Backlog Goddag Letter, Diwali Days, 26 October 2025
My long Diwali celebrations of 2025 had been some of the most memorable and spontaneous days in a while.
I believe Diwali started early for me, on the 15th of October. After learning, upon arrival at NDLS, that my train to Gorakhpur was severely delayed, I tried to find a calm spot on the platform to pass some time. Walking towards the end of the platform, I found an area with barely any people except for two cheerful police ladies chatting. I took a seat close to them and started reading Kierkegaard’s Purity of Heart. Eventually, the police ladies moved off, leaving room for a drunk old man. He stared intensely at me, far more intensely than the perpetual gaze foreigners receive in India. I just carried on reading. The section I was reading was about maturing and the lack of being able to go further than the eternal:
“For in relation to the Eternal, a man ages neither in the sense of time nor in the sense of an accumulation of past events. No, when an old person has outgrown the childish and the youthful, ordinary language calls this maturity and a gain. But willfully ever to have outgrown the Eternal is spoken of as falling away from God and as perdition and only the life of the ungodly ‘shall be as the snail that melts as it goes.’”
Only seconds after being struck by this passage, Diwali kicked in: a young open guy sat down beside me and started talking. Abhishek was his name. I immediately had a good feeling talking to him. He asked me why I didn’t move away from the drunk guy staring at me, nor the trash right next to me. It hadn’t bothered me too much. Then the old drunk guy walked up to us and asked us for food. I only had my sourdough bread on me, which I shared with him. I don’t think he really liked it… As the man started shivering when eating the sourdough bread, Abhishek told him to stop bothering us.
We sat down a few meters further and exchanged our life stories. It felt surprisingly comfortable chatting with him. He invited me for Diwali to his house, we checked trains, and that was it: I was going for Diwali to Bagaha! We were in different train compartments and would reconnect the next morning. Meanwhile I chatted with Arpita, a wonderful girl I met that booked the same train cabin as me.
Before going to Bagaha, I was doing my research in Arogya Mandir, a health ashram by the revolutionary Vithal Das Modi (this will get a separate blog!).
That weekend I went on the Vande Bharat to Bagaha, where I found Abhishek and his father. They drove me to his house. In no time, I had met his entire family, who were lovely. The person who fascinated me most was Abhishek’s grandfather, who was reading the Gita and other smriti books in a little shed in front of the house. He had given all this land that he had bought relatively cheaply from the Britishers, when they suddenly had to leave in 1947… Since he couldn’t pay everything in one go, he even still transferred money after they had long left (unimaginable now!). For several years now, he had fully devoted himself to God. The family and I cooked together, held pujas together, made flower rangolis, lit diyas, and much more. The hospitality was, in every sense, overwhelming.
The next day we explored Gandhi’s ashram, where he began his first Champaran Satyagraha against unfair indigo trade, and then visited some remaining Ashoka Pillars with Abhishek’s uncle. Quite soon I had to leave as I had already booked a journey to Ahmedabad from Ayodhya.
Before arriving at Ahmedabad, I stopped by the new Ram Mandir, at the site believed to be the birthplace of Lord Rama. The Ram Mandir has only recently been officially completed (25 Nov 2025). There had been tension around its construction, as it had followed the destruction of the Babri Masjid in 1992.
In Ahmedabad I was welcomed in the beautiful family of Jagdip Mehta, a family of musicians who did performances together, and the twin daughters did regular national and international tours. The “heritage home” that they live in is a stunning house that the family renovated around 2008, featuring a 16th-century Italian-designed ceiling in front of the room I was sleeping in! My days in Ahmedabad shifted between visits to the archives at Sabarmati, with its wonderful archivists (separate update!), and time with the Mehta family. We ate together, cracked Diwali fireworks, played card games, and sung devotional songs. Especially the youngest, Shivaj, a big fan of the YouTuber Mr. Beast, was such a lively character with a promising future ahead of him!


WORK INSTRUCTIONS | Report every line below that has the string "description" in it.

Figure record listings

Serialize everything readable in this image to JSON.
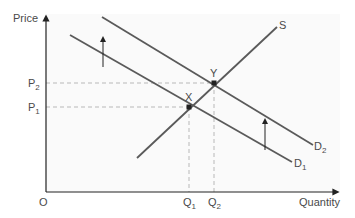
{
  "diagram": {
    "title": "",
    "axes": {
      "y_label": "Price",
      "x_label": "Quantity",
      "origin_label": "O"
    },
    "price_labels": [
      {
        "main": "P",
        "sub": "2"
      },
      {
        "main": "P",
        "sub": "1"
      }
    ],
    "quantity_labels": [
      {
        "main": "Q",
        "sub": "1"
      },
      {
        "main": "Q",
        "sub": "2"
      }
    ],
    "curves": {
      "supply": {
        "label": "S"
      },
      "demand_1": {
        "main": "D",
        "sub": "1"
      },
      "demand_2": {
        "main": "D",
        "sub": "2"
      }
    },
    "points": {
      "x": {
        "label": "X",
        "description": "Initial equilibrium (P1, Q1)"
      },
      "y": {
        "label": "Y",
        "description": "New equilibrium (P2, Q2)"
      }
    },
    "shift_arrows": [
      "Demand shift upward (left arrow)",
      "Demand shift upward (right arrow)"
    ],
    "colors": {
      "line": "#5a5a5a",
      "axis": "#222222",
      "dashed": "#b8b8b8",
      "text": "#4a4a4a",
      "plot_bg": "#fafafa"
    }
  }
}
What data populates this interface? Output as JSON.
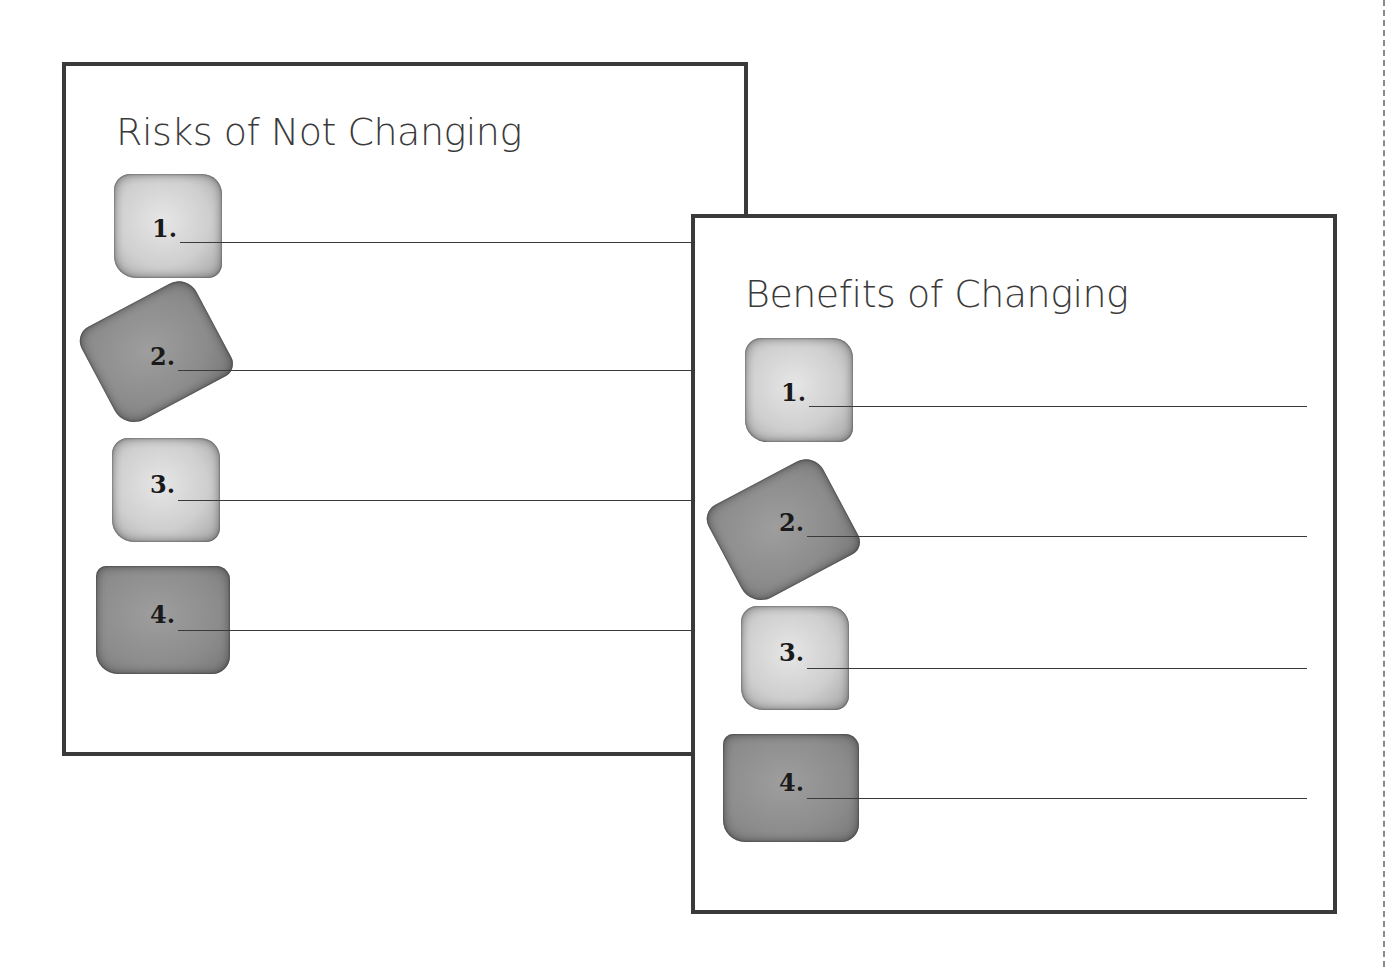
{
  "worksheet": {
    "risks_card": {
      "title": "Risks of Not Changing",
      "items": [
        {
          "number": "1.",
          "stone": "light",
          "answer": ""
        },
        {
          "number": "2.",
          "stone": "dark",
          "answer": ""
        },
        {
          "number": "3.",
          "stone": "light",
          "answer": ""
        },
        {
          "number": "4.",
          "stone": "dark",
          "answer": ""
        }
      ]
    },
    "benefits_card": {
      "title": "Benefits of Changing",
      "items": [
        {
          "number": "1.",
          "stone": "light",
          "answer": ""
        },
        {
          "number": "2.",
          "stone": "dark",
          "answer": ""
        },
        {
          "number": "3.",
          "stone": "light",
          "answer": ""
        },
        {
          "number": "4.",
          "stone": "dark",
          "answer": ""
        }
      ]
    },
    "colors": {
      "border": "#3a3a3a",
      "title_text": "#3a3a3a",
      "light_stone": "#cfcfcf",
      "dark_stone": "#8c8c8c",
      "cut_line": "#8a8a8a"
    }
  }
}
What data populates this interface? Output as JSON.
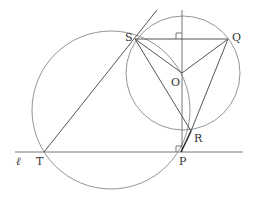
{
  "diagram": {
    "type": "geometry",
    "colors": {
      "line": "#555555",
      "circle": "#777777",
      "bold_arc": "#333333",
      "label": "#333333"
    },
    "labels": {
      "S": "S",
      "Q": "Q",
      "O": "O",
      "R": "R",
      "P": "P",
      "T": "T",
      "line_l": "ℓ"
    },
    "points": {
      "S": [
        135,
        39
      ],
      "Q": [
        228,
        39
      ],
      "O": [
        182,
        73
      ],
      "R": [
        191,
        131
      ],
      "P": [
        181,
        152
      ],
      "T": [
        44,
        152
      ]
    },
    "circles": [
      {
        "name": "small-circle",
        "center": [
          183,
          73
        ],
        "radius": 57
      },
      {
        "name": "large-circle",
        "center": [
          111,
          110
        ],
        "radius": 79
      }
    ],
    "right_angle_marks": [
      "SQ-vertical",
      "line-l-vertical"
    ]
  }
}
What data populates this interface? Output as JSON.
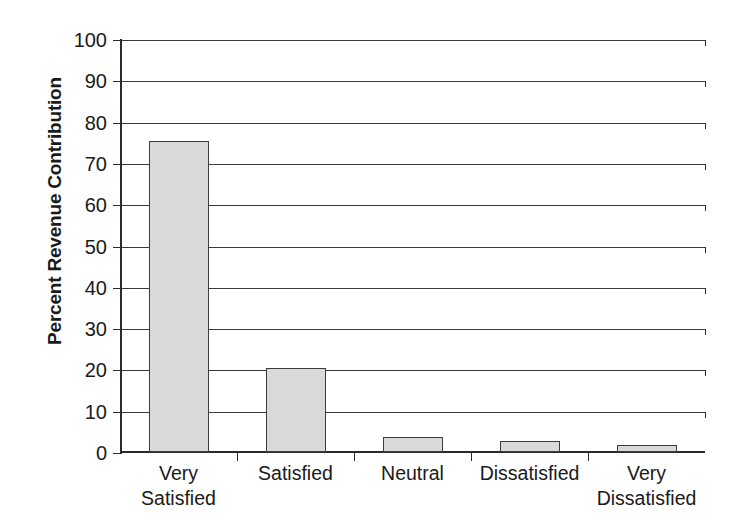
{
  "chart_data": {
    "type": "bar",
    "title": "",
    "subtitle": "",
    "xlabel": "",
    "ylabel": "Percent Revenue Contribution",
    "categories": [
      "Very Satisfied",
      "Satisfied",
      "Neutral",
      "Dissatisfied",
      "Very Dissatisfied"
    ],
    "category_lines": [
      [
        "Very",
        "Satisfied"
      ],
      [
        "Satisfied",
        ""
      ],
      [
        "Neutral",
        ""
      ],
      [
        "Dissatisfied",
        ""
      ],
      [
        "Very",
        "Dissatisfied"
      ]
    ],
    "values": [
      75.2,
      20.3,
      3.6,
      2.7,
      1.8
    ],
    "ylim": [
      0,
      100
    ],
    "ytick_labels": [
      "100",
      "90",
      "80",
      "70",
      "60",
      "50",
      "40",
      "30",
      "20",
      "10",
      "0"
    ],
    "yticks": [
      100,
      90,
      80,
      70,
      60,
      50,
      40,
      30,
      20,
      10,
      0
    ],
    "grid": "horizontal",
    "legend": "none",
    "bar_fill_color": "#d9d9d9",
    "bar_border_color": "#3d3d3d",
    "axis_color": "#2b2b2b",
    "grid_color": "#3a3a3a",
    "background_color": "#ffffff"
  }
}
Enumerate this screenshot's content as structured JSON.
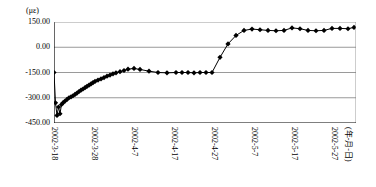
{
  "chart_data": {
    "type": "line",
    "title": "",
    "subtitle": "",
    "unit_label": "(με)",
    "xlabel": "(年-月-日)",
    "ylabel": "",
    "ylim": [
      -450,
      150
    ],
    "yticks": [
      150,
      0,
      -150,
      -300,
      -450
    ],
    "ytick_labels": [
      "150.00",
      "0.00",
      "-150.00",
      "-300.00",
      "-450.00"
    ],
    "grid": true,
    "grid_axis": "y",
    "legend": "none",
    "marker": "diamond",
    "line_color": "#000000",
    "marker_color": "#000000",
    "grid_color": "#808080",
    "axis_color": "#000000",
    "xticks": [
      "2002-3-18",
      "2002-3-28",
      "2002-4-7",
      "2002-4-17",
      "2002-4-27",
      "2002-5-7",
      "2002-5-17",
      "2002-5-27"
    ],
    "xtick_positions": [
      0,
      40,
      80,
      120,
      160,
      200,
      240,
      280
    ],
    "xlim": [
      0,
      302
    ],
    "series": [
      {
        "name": "strain",
        "x": [
          0,
          1.5,
          3,
          4.5,
          6,
          7.5,
          9,
          11,
          13,
          15,
          17,
          19,
          21,
          23,
          25,
          27,
          29,
          31,
          33,
          35,
          37,
          39,
          41,
          44,
          47,
          50,
          53,
          56,
          59,
          62,
          66,
          70,
          74,
          80,
          86,
          95,
          104,
          113,
          122,
          128,
          134,
          140,
          146,
          152,
          158,
          166,
          174,
          182,
          190,
          198,
          206,
          214,
          222,
          230,
          238,
          246,
          254,
          262,
          270,
          278,
          286,
          294,
          300
        ],
        "y": [
          -150,
          -330,
          -405,
          -355,
          -395,
          -340,
          -330,
          -320,
          -310,
          -300,
          -295,
          -288,
          -280,
          -272,
          -263,
          -255,
          -248,
          -240,
          -232,
          -225,
          -218,
          -210,
          -203,
          -195,
          -188,
          -180,
          -172,
          -165,
          -158,
          -152,
          -145,
          -138,
          -130,
          -126,
          -132,
          -142,
          -150,
          -152,
          -150,
          -150,
          -150,
          -152,
          -150,
          -150,
          -150,
          -60,
          20,
          70,
          100,
          108,
          104,
          100,
          98,
          100,
          115,
          110,
          100,
          98,
          100,
          112,
          112,
          110,
          118
        ]
      }
    ]
  }
}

RESULT FOR THIS EXERCISE |
        "description": "Initial equilibrium (P1, Q1)"
        "description": "New equilibrium (P2, Q2)"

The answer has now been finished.